Visibility Controls for Editor Blocks adds native visibility settings to the WordPress block editor, so you can hide or show Gutenberg blocks based on screen size and user login status without writing custom CSS.

Use it to hide blocks on mobile, tablet, or desktop, show different content to logged-in users and guests, and fine-tune responsive layouts with your own breakpoints. The controls appear directly in the block editor sidebar, so you can manage visibility while editing your content.

On WordPress 7.0 and newer, the device controls stay in sync with the editor’s built-in Hide block modal, so changing Hide on Mobile, Tablet, or Desktop in either place updates the same block visibility setting.

The plugin works with regular Gutenberg blocks and modern dynamic blocks, including block theme and site editor contexts.
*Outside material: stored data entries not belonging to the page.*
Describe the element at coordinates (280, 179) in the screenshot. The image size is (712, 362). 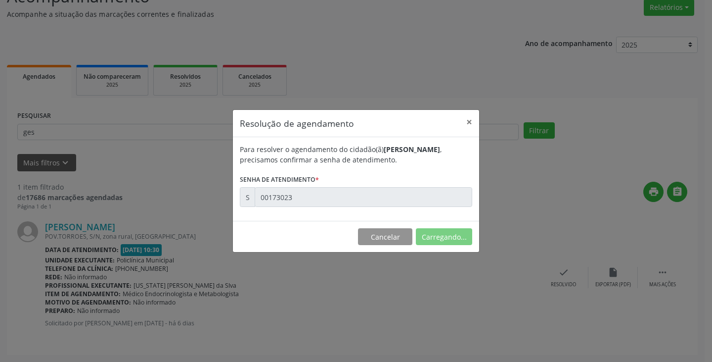
I see `label: Senha de atendimento` at that location.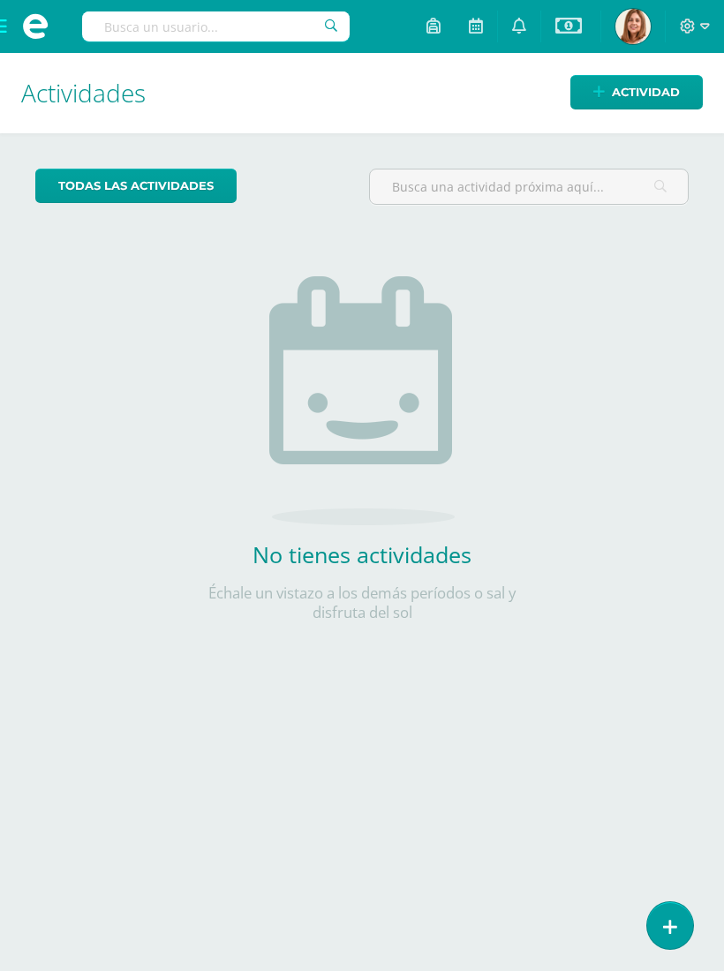 The height and width of the screenshot is (971, 724). I want to click on h1: Actividades, so click(362, 93).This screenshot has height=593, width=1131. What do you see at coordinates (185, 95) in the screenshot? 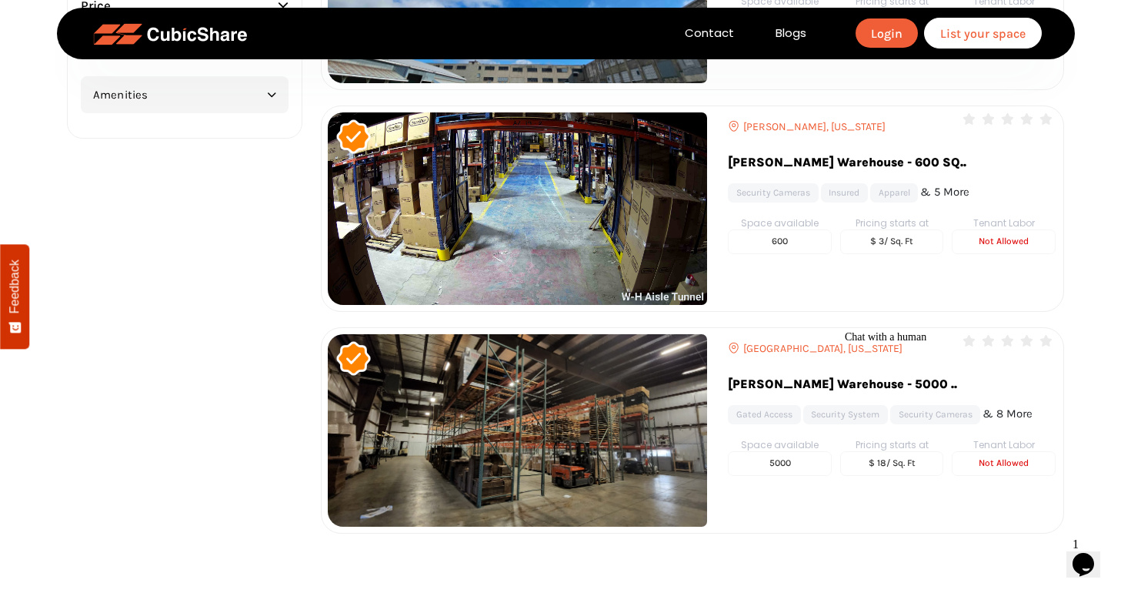
I see `button: Amenities` at bounding box center [185, 95].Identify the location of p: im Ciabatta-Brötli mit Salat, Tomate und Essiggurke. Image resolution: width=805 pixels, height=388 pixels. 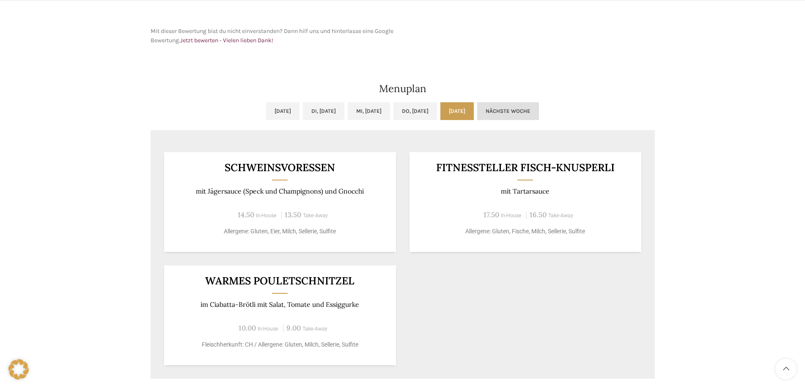
(280, 305). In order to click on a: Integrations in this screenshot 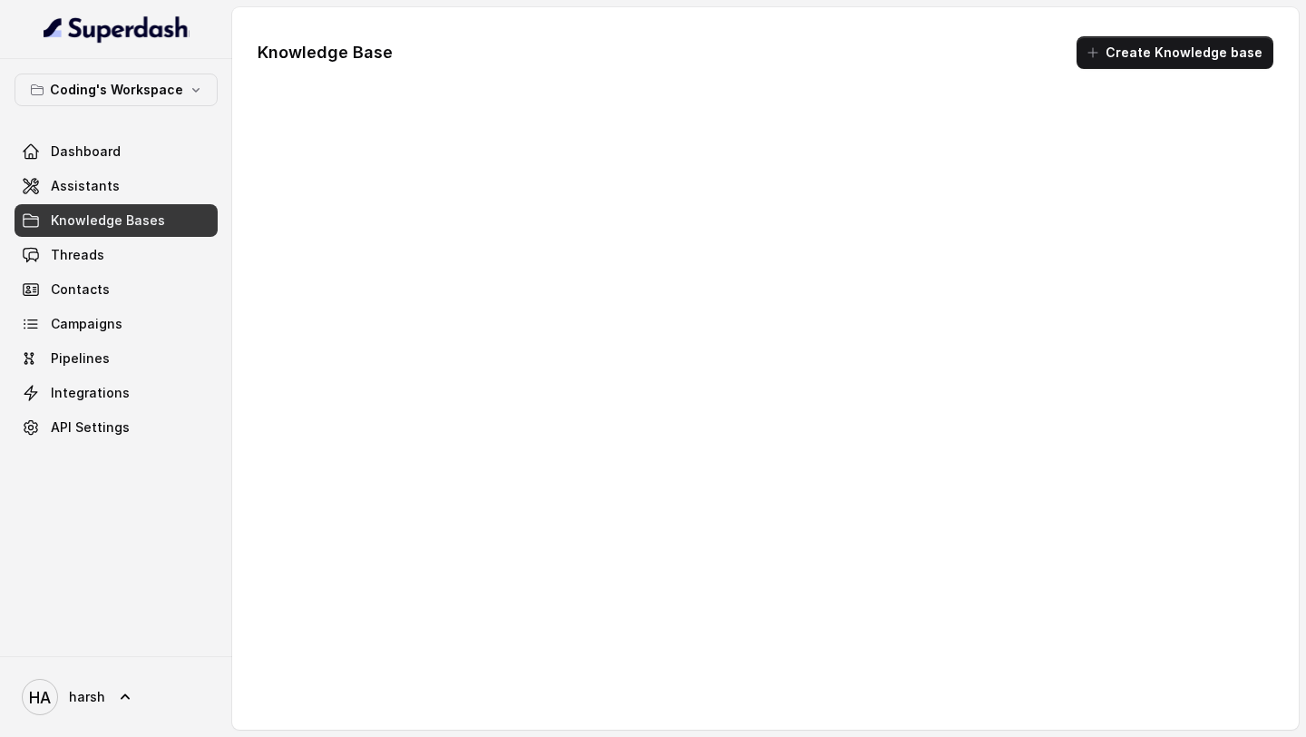, I will do `click(116, 393)`.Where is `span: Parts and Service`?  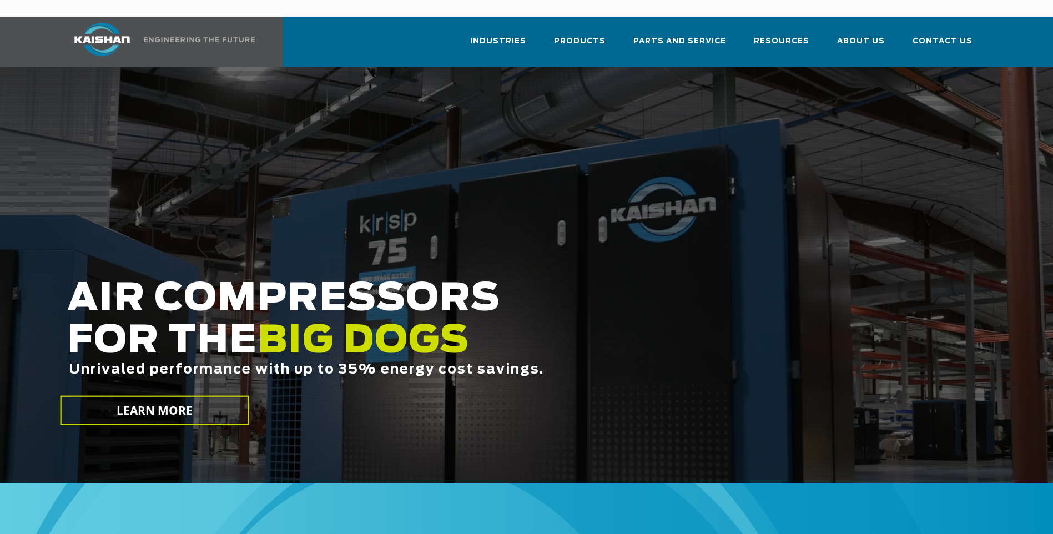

Need more advanced conditional visibility? Visibility Controls for Editor Blocks Pro adds user role visibility, date and time scheduling, URL/query parameter rules, and an optional cache-friendly frontend mode for scheduled and URL-based rules.

Key Features:

  • Device visibility controls: Hide blocks on mobile, tablet, or desktop.
  • Login status visibility: Show or hide blocks for logged-in users or non-logged-in visitors.
  • Custom breakpoints: Define what counts as mobile and tablet for your own theme.
  • WordPress Hide block sync: Keep device visibility controls aligned with the built-in Hide block modal in WordPress 7.0 and newer.
  • No custom CSS needed: Manage block visibility directly from the editor sidebar.
  • Gutenberg integration: Visibility options appear where you already edit block settings.
  • Dynamic block support: Works with server-rendered blocks, block themes, and modern WordPress layouts.

Pro Features:

  • User role visibility: Show or hide blocks for selected WordPress user roles.
  • Date and time scheduling: Display blocks only during a selected time window.
  • URL and query rules: Show blocks only when a URL parameter is present or matches a specific value.
  • Cache-friendly frontend mode: Optionally evaluate scheduled and URL rules in the visitor browser for cached pages.
  • Role list control: Choose which WordPress roles appear in the block editor controls.

Ideal For:

  • Content creators who want to hide large or secondary blocks on smaller screens.
  • Site owners who want to show different calls to action to guests and logged-in users.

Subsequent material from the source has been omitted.